Last weekend I decided to try fly-fishing in Ireland and I headed out to stay with my friend Peter Mantle at his world-famous Delphi Lodge, north of Leenaun in Co. Galway. All day Saturday I fished Finlough and the Bundorragh River improving my technique if not actually attracting much action with that technique, a comparable experience it must be stated, to my adolescent efforts with girls. The conditions according to our gillie were perfect, a filling lake and a river in spate thanks to three days rain and overcast skies with a zephyr wind. Nobody told the fish however. At one point on the Turn Pool a large salmon (approx 10-12lbs) broached five feet in front of me and I swear to God he winked.


The Delphi Fishing Terrain

At about 6.30pm I was fishing the first pool on the river’s upper beat (the last for me) just before the bridge below Finlough. I was about to give up my quest when my fly was suddenly taken, my rod bent and a silver flash drew out the line. In my excitement and ineptitude in playing the fish I allowed it to lodge between two rocks before I could extract it. It was a sea trout (albeit a small one of about 8oz) and no matter how long I waited the fish would not revive. Apart from mouth to mouth I tried everything.

This was a problem. The exhilaration of my first fish caught on a fly replaced by the guilt of having a dead sea trout on my hands. All wild salmon and sea trout in the Delphi system are fished on a capture and release basis and in this aspect I had failed miserably. It is illegal in particular to be in possession of a sea-trout.


Sea Trout

Despite this I felt the fish should at least be recorded and brought it back to the lodge. The looks I got, when they saw the type of fish I’d brought in, from gillies and other fishermen, was akin I suspect to those given to some of our bankers or perhaps to Pierrepoint, the former state executioner.

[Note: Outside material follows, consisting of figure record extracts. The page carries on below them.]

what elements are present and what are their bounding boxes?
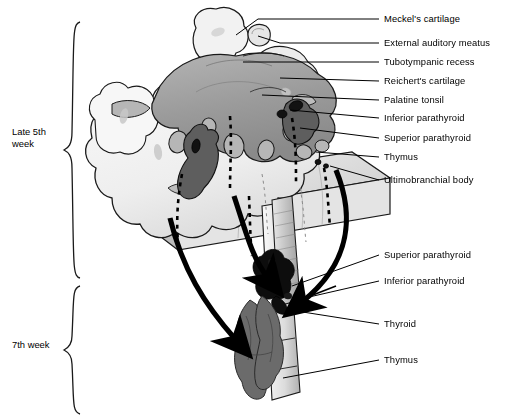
superior-parathyroid-node xyxy=(268,259,276,265)
stage-label-7th-week: 7th week xyxy=(12,339,50,351)
callout-superior-parathyroid-1: Superior parathyroid xyxy=(384,132,471,143)
callout-superior-parathyroid-2: Superior parathyroid xyxy=(384,249,471,260)
dashed-path-2 xyxy=(230,116,231,190)
callout-palatine-tonsil: Palatine tonsil xyxy=(384,94,444,105)
callout-thyroid: Thyroid xyxy=(384,318,416,329)
callout-external-auditory-meatus: External auditory meatus xyxy=(384,37,490,48)
stage-label-late-5th-week: Late 5th week xyxy=(12,126,46,150)
figure-canvas: Late 5th week 7th week Meckel's cartilag… xyxy=(0,0,506,420)
callout-meckels-cartilage: Meckel's cartilage xyxy=(384,13,460,24)
stage-label-line2: week xyxy=(12,138,46,150)
stage-label-line1: 7th week xyxy=(12,339,50,351)
callout-tubotympanic-recess: Tubotympanic recess xyxy=(384,56,475,67)
brace-late-5th-week xyxy=(64,22,80,278)
stage-braces xyxy=(64,22,80,414)
callout-inferior-parathyroid-1: Inferior parathyroid xyxy=(384,112,465,123)
callout-inferior-parathyroid-2: Inferior parathyroid xyxy=(384,275,465,286)
callout-reicherts-cartilage: Reichert's cartilage xyxy=(384,75,465,86)
callout-ultimobranchial-body: Ultimobranchial body xyxy=(384,174,474,185)
callout-thymus-2: Thymus xyxy=(384,354,418,365)
stage-label-line1: Late 5th xyxy=(12,126,46,138)
leader-thyroid xyxy=(290,310,379,324)
inferior-parathyroid-node xyxy=(284,293,292,299)
leader-external-auditory-meatus xyxy=(258,36,379,43)
brace-7th-week xyxy=(64,286,80,414)
callout-thymus-1: Thymus xyxy=(384,151,418,162)
external-auditory-meatus-structure xyxy=(248,24,270,45)
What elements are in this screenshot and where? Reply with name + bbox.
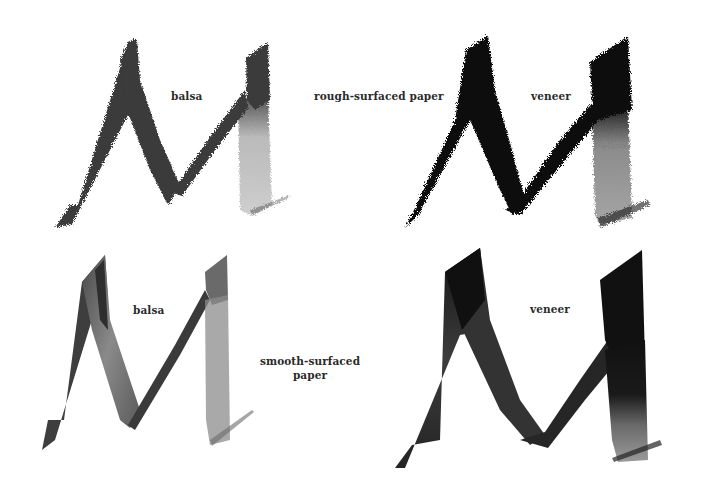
figure-stage: balsa rough-surfaced paper veneer balsa … — [0, 0, 713, 500]
label-veneer-top: veneer — [531, 89, 571, 103]
letter-m-balsa-rough — [55, 38, 290, 228]
label-balsa-top: balsa — [171, 89, 202, 103]
label-veneer-bottom: veneer — [530, 302, 570, 316]
label-balsa-bottom: balsa — [133, 303, 164, 317]
letter-m-balsa-smooth — [42, 255, 254, 450]
label-smooth-surfaced-paper: smooth-surfaced paper — [258, 354, 362, 382]
letter-m-veneer-smooth — [395, 248, 662, 468]
letter-m-veneer-rough — [405, 36, 650, 228]
label-smooth-surfaced-line1: smooth-surfaced — [258, 354, 362, 368]
brush-letters-canvas — [0, 0, 713, 500]
label-rough-surfaced-paper: rough-surfaced paper — [314, 89, 444, 103]
label-smooth-surfaced-line2: paper — [258, 368, 362, 382]
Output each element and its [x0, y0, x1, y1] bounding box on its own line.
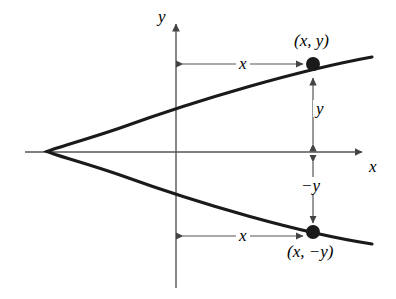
- y-axis-label: y: [158, 8, 166, 25]
- upper-point-label: (x, y): [294, 32, 329, 49]
- y-measure-label: y: [313, 100, 327, 117]
- upper-x-measure-label: x: [236, 55, 250, 72]
- negative-y-measure-label: −y: [298, 177, 323, 194]
- figure-canvas: [0, 0, 396, 299]
- upper-point-dot: [306, 57, 320, 71]
- x-axis-label: x: [369, 158, 377, 175]
- parabola-curve: [47, 57, 372, 244]
- parabola-figure: y x x x y −y (x, y) (x, −y): [0, 0, 396, 299]
- lower-point-dot: [306, 225, 320, 239]
- lower-x-measure-label: x: [236, 227, 250, 244]
- parabola-curve-group: [47, 57, 372, 244]
- lower-point-label: (x, −y): [287, 243, 333, 260]
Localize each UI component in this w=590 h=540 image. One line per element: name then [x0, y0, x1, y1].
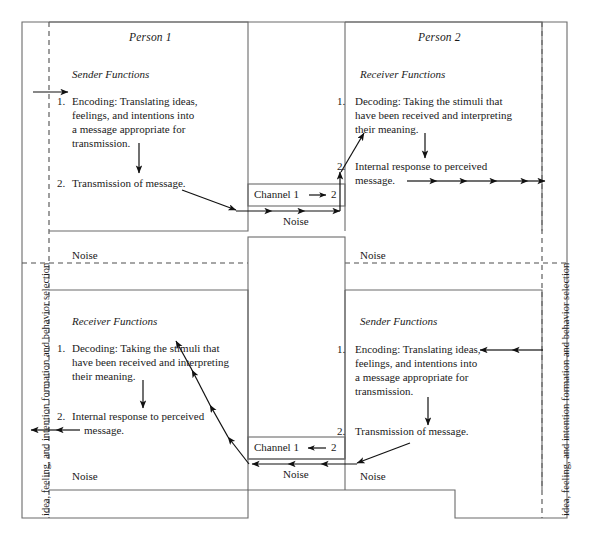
- center-column-box: [248, 237, 345, 459]
- tr-step1-line2: have been received and interpreting: [355, 109, 512, 123]
- bl-step2-line2: message.: [84, 424, 124, 438]
- tr-step1-number: 1.: [337, 95, 345, 109]
- channel-upper-label: Channel 1: [254, 188, 299, 202]
- person1-title: Person 1: [129, 30, 172, 44]
- channel-upper-target: 2: [331, 188, 337, 202]
- tl-step2-text: Transmission of message.: [72, 177, 186, 191]
- tl-role-heading: Sender Functions: [72, 68, 149, 82]
- tr-noise-label: Noise: [360, 249, 386, 263]
- bl-step1-line3: their meaning.: [72, 370, 136, 384]
- tl-step1-line2: feelings, and intentions into: [72, 109, 194, 123]
- bl-step2-line1: Internal response to perceived: [72, 410, 204, 424]
- tr-step2-line1: Internal response to perceived: [355, 160, 487, 174]
- tr-step2-line2: message.: [355, 174, 395, 188]
- br-noise-label: Noise: [360, 470, 386, 484]
- br-step1-line2: feelings, and intentions into: [355, 357, 477, 371]
- side-label-left: idea, feeling, and intention formation a…: [40, 263, 51, 516]
- channel-lower-target: 2: [331, 441, 337, 455]
- tl-step1-line1: Encoding: Translating ideas,: [72, 95, 198, 109]
- tl-step2-number: 2.: [57, 177, 65, 191]
- arrow-transmission-to-channel-lower: [357, 443, 410, 463]
- br-step1-number: 1.: [337, 343, 345, 357]
- bl-step1-line1: Decoding: Taking the stimuli that: [72, 342, 220, 356]
- br-step1-line4: transmission.: [355, 385, 413, 399]
- tl-step1-number: 1.: [57, 95, 65, 109]
- br-step1-line3: a message appropriate for: [355, 371, 468, 385]
- tr-role-heading: Receiver Functions: [360, 68, 445, 82]
- channel-upper-noise: Noise: [283, 215, 309, 229]
- side-label-right: idea, feeling, and intention formation a…: [560, 263, 571, 516]
- bl-step1-number: 1.: [57, 342, 65, 356]
- tl-step1-line4: transmission.: [72, 137, 130, 151]
- channel-lower-noise: Noise: [283, 468, 309, 482]
- br-role-heading: Sender Functions: [360, 315, 437, 329]
- bl-noise-label: Noise: [72, 470, 98, 484]
- br-step2-text: Transmission of message.: [355, 425, 469, 439]
- tr-step2-number: 2.: [337, 160, 345, 174]
- person2-title: Person 2: [418, 30, 461, 44]
- diagram-canvas: idea, feeling, and intention formation a…: [0, 0, 590, 540]
- tl-step1-line3: a message appropriate for: [72, 123, 185, 137]
- br-step1-line1: Encoding: Translating ideas,: [355, 343, 481, 357]
- bl-step2-number: 2.: [57, 410, 65, 424]
- bl-step1-line2: have been received and interpreting: [72, 356, 229, 370]
- bl-role-heading: Receiver Functions: [72, 315, 157, 329]
- tr-step1-line1: Decoding: Taking the stimuli that: [355, 95, 503, 109]
- tl-noise-label: Noise: [72, 249, 98, 263]
- tr-step1-line3: their meaning.: [355, 123, 419, 137]
- channel-lower-label: Channel 1: [254, 441, 299, 455]
- br-step2-number: 2.: [337, 425, 345, 439]
- arrow-transmission-to-channel-upper: [182, 190, 236, 210]
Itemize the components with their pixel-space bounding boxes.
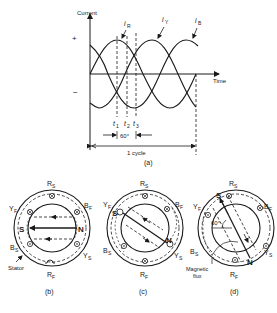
svg-text:1 cycle: 1 cycle (127, 150, 146, 156)
svg-text:F: F (198, 206, 201, 212)
svg-text:i: i (195, 17, 197, 24)
svg-text:B: B (198, 20, 202, 26)
pole-s-d: S (216, 191, 222, 200)
label-i-r: i R (122, 20, 131, 38)
svg-text:F: F (180, 204, 183, 210)
caption-d: (d) (230, 288, 239, 296)
label-i-b: i B (193, 17, 202, 38)
t2-label: t 2 (124, 120, 130, 129)
t3-label: t 3 (133, 120, 139, 129)
caption-c: (c) (139, 288, 147, 296)
svg-text:S: S (15, 247, 19, 253)
svg-text:S: S (88, 255, 92, 261)
svg-text:F: F (235, 274, 238, 280)
time-axis-label: Time (213, 78, 227, 84)
pole-s-c: S (112, 209, 118, 218)
minus-sign: − (73, 88, 78, 97)
angle-label-d: 60° (211, 220, 221, 226)
t1-label: t 1 (113, 120, 119, 129)
svg-text:R: R (127, 23, 131, 29)
svg-text:S: S (108, 250, 112, 256)
svg-text:S: S (195, 251, 199, 257)
svg-text:i: i (162, 16, 164, 23)
svg-text:F: F (145, 274, 148, 280)
svg-text:F: F (89, 205, 92, 211)
stator-diagram-d: 60° S N R S R F Y F B F B S Y S Magnetic… (186, 180, 274, 296)
svg-text:S: S (145, 183, 149, 189)
stator-label: Stator (8, 265, 24, 271)
interval-60-dimension: 60° (103, 131, 152, 139)
svg-text:S: S (52, 183, 56, 189)
pole-n-d: N (247, 258, 253, 267)
waveform-plot: Current Time + − i R i Y i B t (72, 10, 227, 167)
one-cycle-dimension: 1 cycle (91, 144, 195, 156)
svg-text:S: S (234, 183, 238, 189)
magnetic-flux-label-2: flux (193, 273, 202, 279)
rotating-field-diagram: Current Time + − i R i Y i B t (0, 0, 277, 313)
pole-n-b: N (78, 225, 84, 234)
svg-text:F: F (14, 208, 17, 214)
stator-diagram-c: S N R S R F Y F B F B S Y S (c) (103, 180, 183, 296)
svg-text:F: F (269, 206, 272, 212)
caption-a: (a) (144, 159, 153, 167)
svg-text:F: F (52, 274, 55, 280)
caption-b: (b) (45, 288, 54, 296)
svg-text:2: 2 (127, 123, 130, 129)
svg-text:S: S (179, 255, 183, 261)
svg-text:i: i (124, 20, 126, 27)
svg-text:3: 3 (136, 123, 139, 129)
pole-s-b: S (19, 225, 25, 234)
magnetic-flux-label-1: Magnetic (186, 266, 209, 272)
svg-text:S: S (269, 252, 273, 258)
svg-text:Y: Y (165, 19, 169, 25)
plus-sign: + (72, 34, 77, 43)
current-axis-label: Current (77, 10, 97, 16)
svg-text:60°: 60° (120, 133, 130, 139)
pole-n-c: N (166, 236, 172, 245)
label-i-y: i Y (158, 16, 169, 38)
stator-diagram-b: S N R S R F Y F B F B S Y S Stator (b) (8, 180, 92, 296)
svg-text:F: F (108, 204, 111, 210)
svg-text:1: 1 (116, 123, 119, 129)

It was a lesson learnt however and next year I promised to do better.

The following morning the wind was howling as I headed out on a walk from the Lodge towards Doolough lake to the north. As I reached the lake shore the wind appeared to be coming at me from both the south and the west at the same time and the waters were being whipped up in incandescent rage. At that very moment, close to the southern shore of Doolough, a vortex of water some 20 feet across began to form and spinning faster and faster became a whirlwind of spray that stood stationary for some two minutes or so before taking off like a hovercraft across the lake towards me only to suddenly evaporate against the road boundary wall.


An Eddy Whirlwind on Doolough


These eddy whirlwinds on the lake, caused by the shearing forces of opposite winds tunnelling off the mountainsides rather than from the thermal energy associated with waterspouts or tornadoes, are known locally as White Ladies. Sometimes they are known as Water Devils. In mythology, from the Limnades lake-nymphs of the Greeks, the Arthurian Lady of the Lake, to Chalchiuhtlicue of the Aztecs, there is a very long human history of spirits of the lake and they are not necessarily benign.


The White Lady of Doolough

As I watched the White Lady dance across the waters towards me I remembered Malory’s Lady of the Lake in Le Morte d’Arthur demanding from King Arthur the head of a knight responsible for killing her brother in exchange for the sword Excalibur.

Was that brother a sea trout I wondered?